The world shrinks to the table, their hands, the stupid drink. For a heartbeat, Eddie almost forgets where they are. He could lean over, close that tiny distance between them, chase the taste of protein soda off Buck’s tongue with his mouth. He wants to. God, he wants to.
Somewhere behind them, someone laughs loudly, a chair scrapes back, the espresso machine hisses. Reality pricks the bubble.
Instead, Eddie squeezes Buck’s hand again, the pressure a promise. Later.
Buck seems to read it anyway. His smile tilts, soft and knowing. “Okay,” he says, settling back, lifting the cup. “Last sip. For the record. How many stars are you giving this monstrosity?”
“Four out of five,” Eddie says.
“Four?” Buck yelps. “Four? Eddie, my tongue is doing push-ups.”
“I like it,” Eddie says, unapologetic. “It’s nostalgic.”
Buck makes a face but tips his head. “Fine. I’ll give it… two stars for taste, and five stars for the way your eyes light up when you talk about it. Which averages to… math I can’t do, but it’s mostly you-based.”
Eddie forces his mouth to stay level and fails, a grin tugging at one corner. “You’re such a sap.”
“You like it,” Buck shoots back immediately.
Yeah. He really, really does.
They finish the drinks—Buck switching fully to his latte with a sigh of relief, Eddie finishing the last of the protein soda with the satisfaction of a man vindicated.
They step back out into the sun. The afternoon light paints everything in warm, easy color, and Eddie takes a breath that fills his whole chest. The door swings closed behind them with a soft chime.

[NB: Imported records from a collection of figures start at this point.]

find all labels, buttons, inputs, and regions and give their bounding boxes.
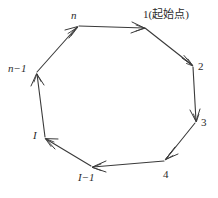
vertex-label-start: 1(起始点) <box>143 9 189 20</box>
vertex-label-3: 3 <box>201 117 207 128</box>
edge-1-to-2 <box>145 28 193 66</box>
edge-4-to-i-minus-1 <box>92 161 164 172</box>
edge-2-to-3 <box>190 67 200 122</box>
vertex-label-2: 2 <box>198 61 204 72</box>
vertex-label-i-minus-1: I−1 <box>78 172 95 183</box>
cycle-diagram-graphic <box>0 0 218 198</box>
edge-n-to-1 <box>79 22 145 33</box>
vertex-label-4: 4 <box>163 169 169 180</box>
edge-i-to-n-minus-1 <box>31 74 45 137</box>
edge-3-to-4 <box>165 123 195 160</box>
edge-i-minus-1-to-i <box>45 138 91 166</box>
vertex-label-n: n <box>71 10 77 21</box>
edge-n-minus-1-to-n <box>37 27 78 72</box>
vertex-label-i: I <box>33 130 37 141</box>
vertex-label-n-minus-1: n−1 <box>8 63 26 74</box>
diagram-canvas: n 1(起始点) 2 3 4 I−1 I n−1 <box>0 0 218 198</box>
edge-layer <box>31 22 200 172</box>
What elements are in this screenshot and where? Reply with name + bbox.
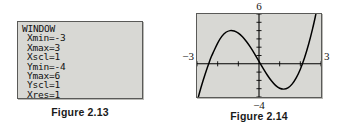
graph-ymax-label: 6: [196, 0, 322, 12]
plot-group: [197, 14, 321, 97]
figure-2-13: WINDOW Xmin=-3 Xmax=3 Xscl=1 Ymin=-4 Yma…: [0, 0, 170, 131]
graph-xmax-label: 3: [324, 50, 339, 62]
figure-2-14: 6 −3 3 −4 Figure 2.14: [180, 0, 339, 131]
figure-pair-container: WINDOW Xmin=-3 Xmax=3 Xscl=1 Ymin=-4 Yma…: [0, 0, 339, 131]
figure-2-14-caption: Figure 2.14: [184, 110, 334, 122]
graph-plot-area: [197, 14, 321, 97]
cubic-curve: [197, 14, 316, 97]
window-setting-xres: Xres=1: [22, 90, 140, 99]
window-settings-list: WINDOW Xmin=-3 Xmax=3 Xscl=1 Ymin=-4 Yma…: [22, 24, 140, 99]
graph-xmin-label: −3: [180, 50, 194, 62]
figure-2-13-caption: Figure 2.13: [0, 106, 160, 118]
calculator-window-screen: WINDOW Xmin=-3 Xmax=3 Xscl=1 Ymin=-4 Yma…: [17, 21, 143, 99]
calculator-graph-screen: [196, 13, 322, 98]
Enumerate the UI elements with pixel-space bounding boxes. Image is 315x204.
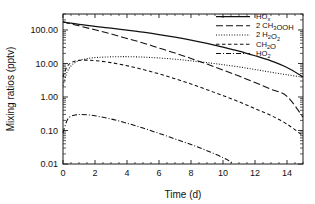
chart-legend: HOx2 CH3OOH2 H2O2CH2OHO2	[216, 12, 294, 59]
x-tick-label: 4	[124, 168, 129, 178]
x-tick-label: 10	[218, 168, 228, 178]
chart-figure: 02468101214 0.010.101.0010.00100.00 Time…	[0, 0, 315, 204]
y-axis-label: Mixing ratios (pptv)	[5, 47, 16, 131]
y-tick-label: 10.00	[35, 59, 58, 69]
y-tick-labels: 0.010.101.0010.00100.00	[30, 25, 58, 169]
y-tick-label: 0.10	[40, 126, 58, 136]
y-tick-label: 0.01	[40, 159, 58, 169]
x-tick-label: 0	[60, 168, 65, 178]
series-curve-ch2o	[63, 60, 303, 136]
y-tick-label: 100.00	[30, 25, 58, 35]
x-tick-label: 6	[156, 168, 161, 178]
x-tick-labels: 02468101214	[60, 168, 292, 178]
x-tick-label: 8	[188, 168, 193, 178]
y-tick-label: 1.00	[40, 92, 58, 102]
legend-label-ho2: HO2	[256, 49, 271, 59]
mixing-ratios-line-chart: 02468101214 0.010.101.0010.00100.00 Time…	[0, 0, 315, 204]
x-tick-label: 14	[282, 168, 292, 178]
x-tick-label: 2	[92, 168, 97, 178]
series-curve-ho2	[63, 114, 233, 162]
x-tick-label: 12	[250, 168, 260, 178]
x-axis-label: Time (d)	[165, 189, 202, 200]
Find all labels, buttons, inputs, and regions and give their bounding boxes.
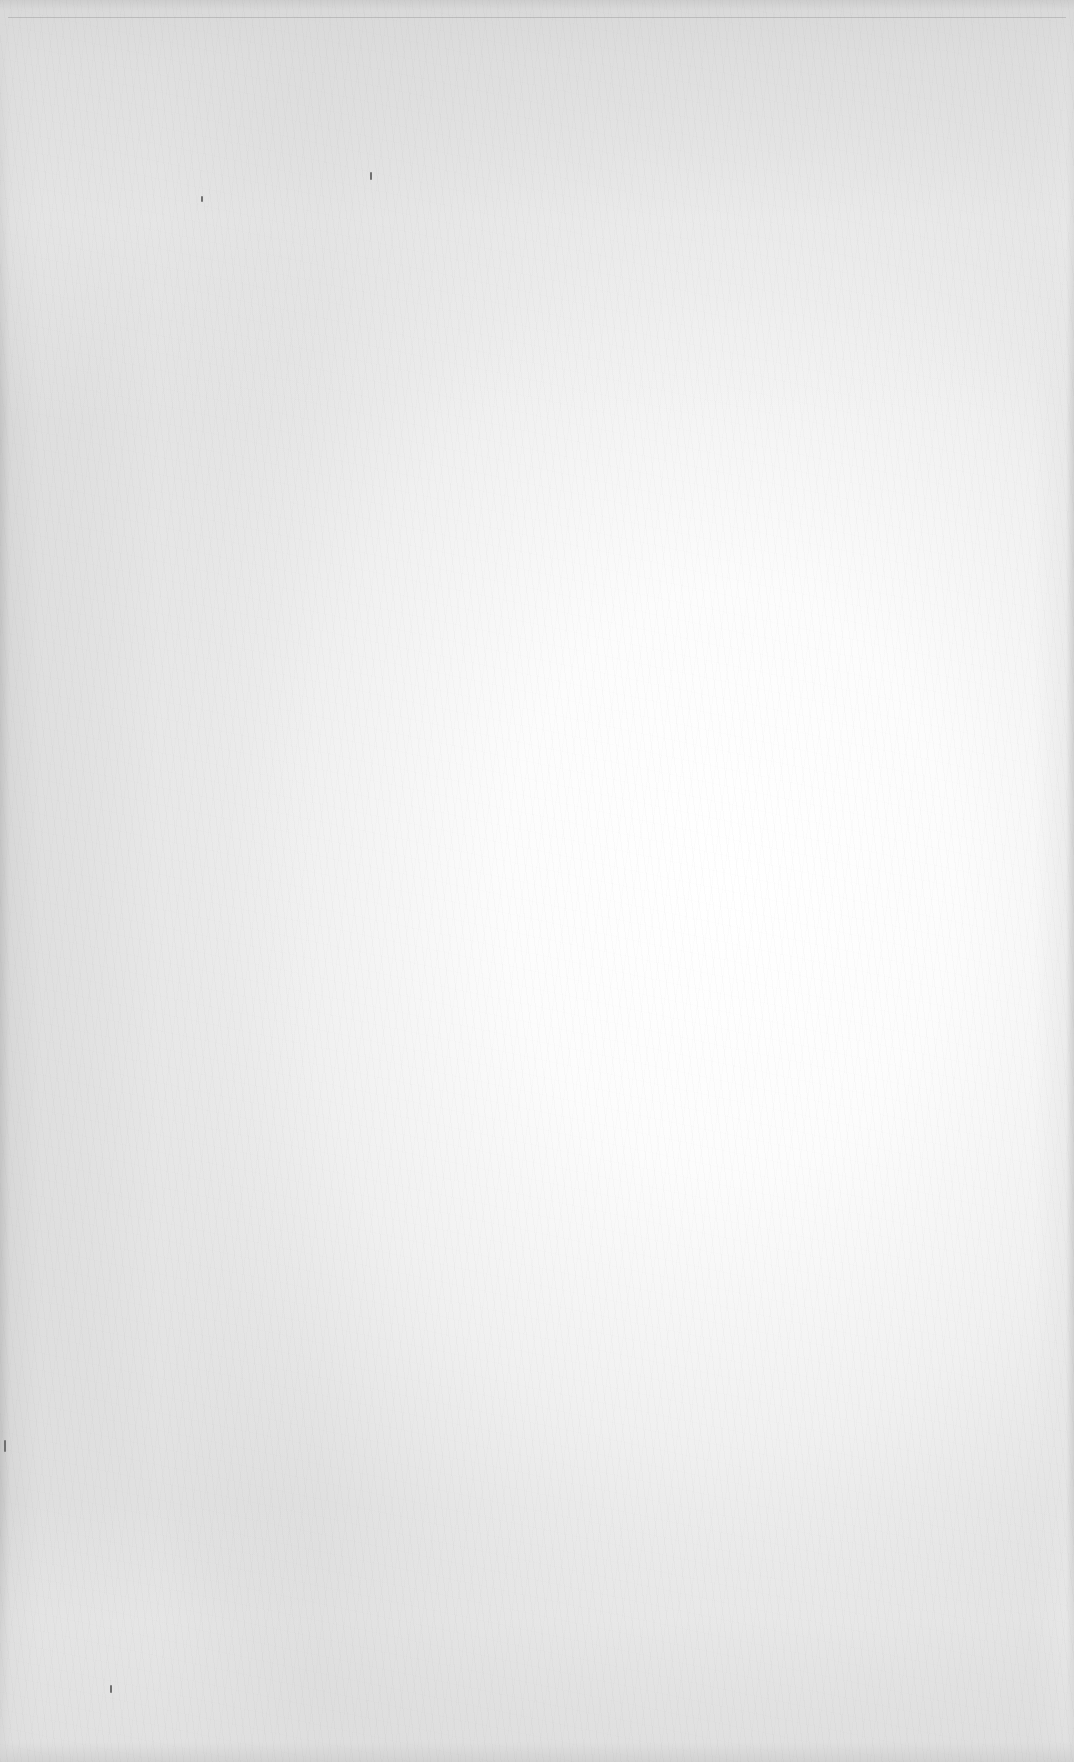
paper-speck [4,1440,6,1452]
paper-speck [110,1685,112,1693]
paper-fiber-texture [0,0,1074,1762]
paper-speck [201,196,203,202]
paper-speck [370,172,372,180]
top-rule-line [8,17,1066,18]
blank-document-page [0,0,1074,1762]
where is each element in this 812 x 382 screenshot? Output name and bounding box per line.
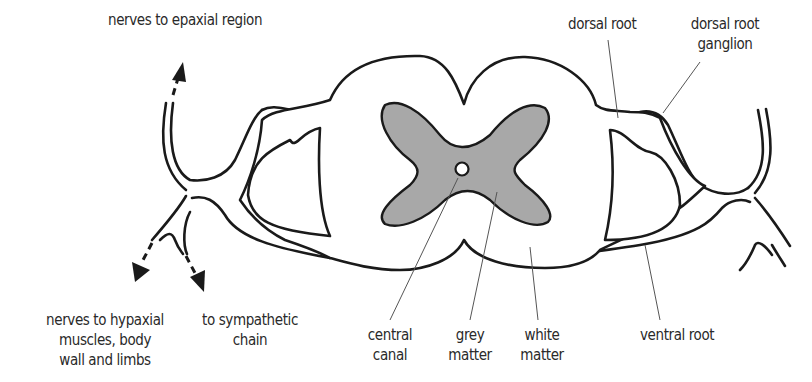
arrows: [132, 62, 205, 292]
central-canal: [456, 163, 469, 176]
label-dorsal-root-ganglion: dorsal root ganglion: [680, 14, 770, 54]
label-central-canal: central canal: [360, 325, 420, 365]
label-grey-matter: grey matter: [440, 325, 500, 365]
arrow-down-left-icon: [132, 262, 150, 282]
label-hypaxial: nerves to hypaxial muscles, body wall an…: [40, 310, 170, 370]
label-white-matter: white matter: [512, 325, 572, 365]
arrow-up-icon: [172, 62, 186, 82]
label-sympathetic: to sympathetic chain: [200, 310, 300, 350]
label-epaxial: nerves to epaxial region: [108, 10, 262, 30]
label-dorsal-root: dorsal root: [568, 14, 636, 34]
arrow-down-right-icon: [190, 270, 205, 292]
label-ventral-root: ventral root: [640, 325, 714, 345]
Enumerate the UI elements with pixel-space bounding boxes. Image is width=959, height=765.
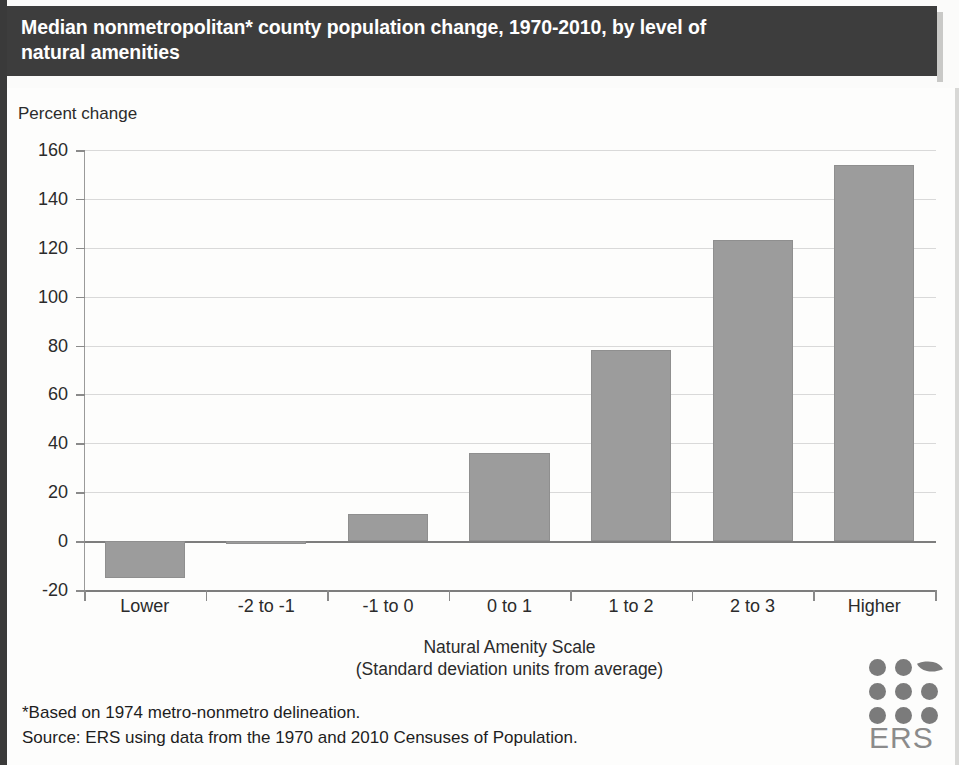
chart-title-line-1: Median nonmetropolitan* county populatio… <box>21 15 921 40</box>
x-axis-tick-mark <box>935 590 937 601</box>
logo-dot <box>895 683 912 700</box>
ers-logo: ERS <box>869 659 947 759</box>
ers-logo-text: ERS <box>869 721 947 755</box>
banner-shadow <box>937 12 943 82</box>
logo-dot <box>869 683 886 700</box>
x-axis-category-label: 0 to 1 <box>449 596 571 617</box>
gridline <box>85 590 936 592</box>
bar <box>105 541 185 578</box>
bar <box>348 514 428 541</box>
chart-title-banner: Median nonmetropolitan* county populatio… <box>7 6 937 76</box>
right-border-rule <box>955 88 959 765</box>
bar <box>469 453 549 541</box>
x-axis-category-label: -1 to 0 <box>327 596 449 617</box>
y-axis-tick-label: 140 <box>12 190 68 208</box>
y-axis-tick-label: 100 <box>12 288 68 306</box>
x-axis-title: Natural Amenity Scale (Standard deviatio… <box>84 636 935 680</box>
y-axis-title: Percent change <box>18 104 137 124</box>
y-axis-tick-label: 40 <box>12 434 68 452</box>
y-axis-tick-label: 60 <box>12 385 68 403</box>
logo-dot <box>895 659 912 676</box>
y-axis-tick-label: 120 <box>12 239 68 257</box>
bar <box>834 165 914 541</box>
bars-layer <box>84 150 935 590</box>
logo-dot <box>869 659 886 676</box>
footnotes: *Based on 1974 metro-nonmetro delineatio… <box>22 700 722 750</box>
left-border-rule <box>0 0 7 765</box>
y-axis-tick-label: -20 <box>12 581 68 599</box>
x-axis-category-label: Lower <box>84 596 206 617</box>
footnote-line-2: Source: ERS using data from the 1970 and… <box>22 725 722 750</box>
leaf-icon <box>917 655 943 677</box>
bar <box>226 541 306 543</box>
x-axis-category-label: 1 to 2 <box>570 596 692 617</box>
x-axis-category-label: -2 to -1 <box>206 596 328 617</box>
y-axis-tick-label: 160 <box>12 141 68 159</box>
y-axis-tick-label: 20 <box>12 483 68 501</box>
y-axis-tick-label: 80 <box>12 337 68 355</box>
bar <box>591 350 671 541</box>
bar <box>713 240 793 541</box>
chart-figure: Median nonmetropolitan* county populatio… <box>0 0 959 765</box>
x-axis-title-line-2: (Standard deviation units from average) <box>84 658 935 680</box>
y-axis-tick-label: 0 <box>12 532 68 550</box>
x-axis-category-label: 2 to 3 <box>692 596 814 617</box>
x-axis-category-label: Higher <box>813 596 935 617</box>
chart-title-line-2: natural amenities <box>21 40 921 65</box>
logo-dot <box>921 683 938 700</box>
footnote-line-1: *Based on 1974 metro-nonmetro delineatio… <box>22 700 722 725</box>
x-axis-title-line-1: Natural Amenity Scale <box>84 636 935 658</box>
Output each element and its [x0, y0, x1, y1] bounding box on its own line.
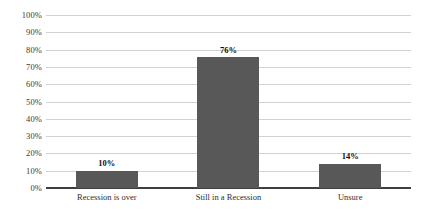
- x-axis: Recession is over Still in a Recession U…: [46, 192, 411, 210]
- y-axis-tick-label: 20%: [6, 149, 42, 158]
- bar-value-label: 10%: [98, 159, 115, 168]
- y-axis-tick-label: 30%: [6, 132, 42, 141]
- bar-value-label: 76%: [220, 46, 237, 55]
- bar-group: 76%: [168, 15, 290, 188]
- bar-group: 10%: [46, 15, 168, 188]
- y-axis-tick-label: 90%: [6, 28, 42, 37]
- y-axis-tick-label: 10%: [6, 167, 42, 176]
- y-axis-tick-label: 60%: [6, 80, 42, 89]
- x-axis-category-label: Still in a Recession: [168, 192, 290, 202]
- bar[interactable]: [319, 164, 381, 188]
- x-axis-category-label: Unsure: [289, 192, 411, 202]
- x-axis-category-label: Recession is over: [46, 192, 168, 202]
- bar[interactable]: [76, 171, 138, 188]
- y-axis-tick-label: 0%: [6, 184, 42, 193]
- y-axis-tick-label: 80%: [6, 46, 42, 55]
- y-axis-tick-label: 40%: [6, 115, 42, 124]
- y-axis-tick-label: 70%: [6, 63, 42, 72]
- plot-area: 10% 76% 14%: [46, 15, 411, 188]
- bar-value-label: 14%: [342, 152, 359, 161]
- y-axis: 100% 90% 80% 70% 60% 50% 40% 30% 20% 10%…: [0, 15, 42, 188]
- bar-group: 14%: [289, 15, 411, 188]
- bar-chart: 100% 90% 80% 70% 60% 50% 40% 30% 20% 10%…: [0, 0, 425, 215]
- bar[interactable]: [197, 57, 259, 188]
- y-axis-tick-label: 50%: [6, 98, 42, 107]
- y-axis-tick-label: 100%: [6, 11, 42, 20]
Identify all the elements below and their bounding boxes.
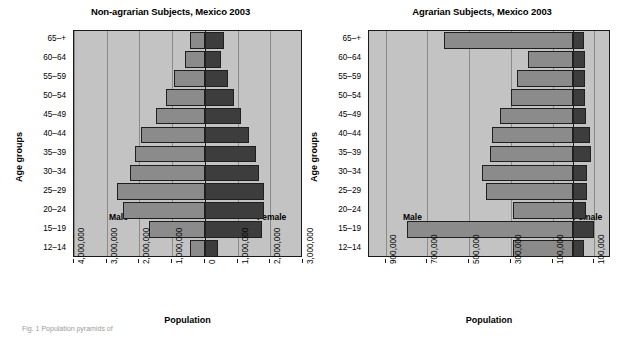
bar-female	[573, 89, 584, 106]
bar-male	[174, 70, 205, 87]
bar-female	[205, 127, 249, 144]
bar-female	[205, 202, 264, 219]
bar-female	[573, 202, 586, 219]
x-axis-tickmark	[269, 259, 270, 263]
bar-female	[573, 221, 594, 238]
y-axis-tick-label: 12–14	[338, 244, 361, 252]
bar-female	[205, 146, 256, 163]
x-axis-tickmark	[106, 259, 107, 263]
bar-female	[205, 89, 234, 106]
x-axis-tickmark	[237, 259, 238, 263]
bar-male	[486, 183, 574, 200]
chart-title-agrarian: Agrarian Subjects, Mexico 2003	[315, 6, 629, 17]
bar-female	[573, 127, 590, 144]
x-axis-tick-label: 3,000,000	[306, 228, 315, 264]
y-axis-tick-label: 55–59	[43, 73, 66, 81]
y-axis-tick-label: 30–34	[43, 168, 66, 176]
y-axis-tick-label: 50–54	[43, 92, 66, 100]
y-axis-tick-label: 20–24	[338, 206, 361, 214]
x-axis-tickmark	[552, 259, 553, 263]
bar-male	[117, 183, 205, 200]
gridline	[74, 31, 75, 256]
bar-male	[141, 127, 205, 144]
x-axis-tick-label: 0	[208, 259, 217, 264]
bar-female	[205, 221, 262, 238]
bar-male	[123, 202, 205, 219]
x-axis-tickmark	[426, 259, 427, 263]
bar-female	[573, 183, 587, 200]
bar-female	[573, 240, 583, 257]
chart-panel-non-agrarian: Non-agrarian Subjects, Mexico 2003 Age g…	[0, 0, 315, 340]
y-axis-tick-label: 65–+	[343, 35, 361, 43]
y-axis-tick-label: 20–24	[43, 206, 66, 214]
bar-female	[205, 51, 221, 68]
gridline	[386, 31, 387, 256]
x-axis-tickmark	[593, 259, 594, 263]
figure-population-pyramids: Non-agrarian Subjects, Mexico 2003 Age g…	[0, 0, 629, 340]
bar-female	[573, 32, 583, 49]
bar-female	[205, 70, 228, 87]
bar-male	[517, 70, 573, 87]
bar-male	[482, 165, 574, 182]
x-axis-title-agrarian: Population	[368, 315, 610, 325]
x-axis-tick-label: 300,000	[514, 234, 523, 264]
x-axis-tickmark	[204, 259, 205, 263]
bar-male	[500, 108, 573, 125]
bar-male	[528, 51, 574, 68]
y-axis-tick-label: 30–34	[338, 168, 361, 176]
x-axis-tickmark	[385, 259, 386, 263]
y-axis-tick-label: 15–19	[43, 225, 66, 233]
y-axis-tick-label: 50–54	[338, 92, 361, 100]
bar-female	[573, 108, 586, 125]
y-axis-tick-label: 12–14	[43, 244, 66, 252]
y-axis-tick-label: 15–19	[338, 225, 361, 233]
y-axis-tick-label: 35–39	[338, 149, 361, 157]
y-axis-tick-label: 45–49	[43, 111, 66, 119]
bar-male	[513, 202, 574, 219]
bar-male	[130, 165, 205, 182]
y-axis-tick-label: 25–29	[43, 187, 66, 195]
y-axis-tick-label: 40–44	[338, 130, 361, 138]
gridline	[107, 31, 108, 256]
x-axis-tick-label: 900,000	[389, 234, 398, 264]
x-axis-title-non-agrarian: Population	[73, 315, 302, 325]
x-axis-tickmark	[468, 259, 469, 263]
bar-male	[156, 108, 205, 125]
x-axis-tick-label: 1,000,000	[175, 228, 184, 264]
x-axis-tick-label: 2,000,000	[273, 228, 282, 264]
x-axis-tick-label: 4,000,000	[77, 228, 86, 264]
bar-female	[573, 146, 591, 163]
bar-male	[185, 51, 205, 68]
bar-male	[492, 127, 573, 144]
gridline	[139, 31, 140, 256]
bar-female	[205, 240, 218, 257]
chart-panel-agrarian: Agrarian Subjects, Mexico 2003 Age group…	[315, 0, 629, 340]
bar-male	[190, 240, 205, 257]
bar-female	[573, 51, 584, 68]
x-axis-tickmark	[138, 259, 139, 263]
figure-caption: Fig. 1 Population pyramids of	[22, 325, 442, 337]
bar-female	[205, 108, 241, 125]
y-axis-tick-label: 55–59	[338, 73, 361, 81]
y-axis-labels-agrarian: 12–1415–1920–2425–2930–3435–3940–4445–49…	[315, 30, 365, 257]
y-axis-tick-label: 65–+	[48, 35, 66, 43]
bar-female	[205, 165, 259, 182]
plot-area-agrarian: Male Female	[368, 30, 610, 257]
bar-female	[573, 165, 587, 182]
x-axis-tickmark	[171, 259, 172, 263]
x-axis-tick-label: 100,000	[597, 234, 606, 264]
bar-male	[190, 32, 205, 49]
y-axis-tick-label: 45–49	[338, 111, 361, 119]
gridline	[270, 31, 271, 256]
x-axis-tick-label: 2,000,000	[142, 228, 151, 264]
y-axis-tick-label: 60–64	[43, 54, 66, 62]
y-axis-tick-label: 60–64	[338, 54, 361, 62]
bar-male	[490, 146, 573, 163]
x-axis-tickmark	[73, 259, 74, 263]
y-axis-tick-label: 40–44	[43, 130, 66, 138]
y-axis-tick-label: 35–39	[43, 149, 66, 157]
y-axis-labels-non-agrarian: 12–1415–1920–2425–2930–3435–3940–4445–49…	[0, 30, 70, 257]
bar-female	[205, 32, 225, 49]
bar-female	[573, 70, 584, 87]
x-axis-tick-label: 100,000	[556, 234, 565, 264]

Buck reaches for his hand again without even looking, as if it’s muscle memory now. Eddie lets their fingers slide together, palm to palm, that familiar fit making something in him settle.
“You know,” Buck says, bumping their shoulders. “Next time, you’re trying one of my weird cravings.”
Eddie glances over, wary. “You don’t have weird cravings.”
“Oh, I will,” Buck says ominously. “Now that I know this is on the table. I’m thinking… pickles in ice cream. For balance.”
Eddie stops dead. “We are breaking up,” he says flatly.
Buck laughs, tugging him back into motion. “You can’t break up with me,” he says. “You’re too in love.”
Eddie squeezes his hand, looks over at him, at the stupid bright eyes and that open, earnest face and the cookie bag swinging from his other hand.
“Yeah,” he admits easily, happily. “I am.”
Buck’s smile softens into something almost shy, like he still can’t quite believe it. Eddie decides, right there on the sidewalk with the taste of protein soda still ghosting his tongue, that he wouldn’t trade this ridiculous, sweet, completely unscientific thing for anything.
“Come on,” he says, tugging Buck toward the truck. “Let’s go tell Chris that you survived my drink.”
Buck beams, falling into step beside him, fingers tight around his. “Sounds good,” he says. “I’m in.”
And Eddie, thoroughly gone, knows he always will be.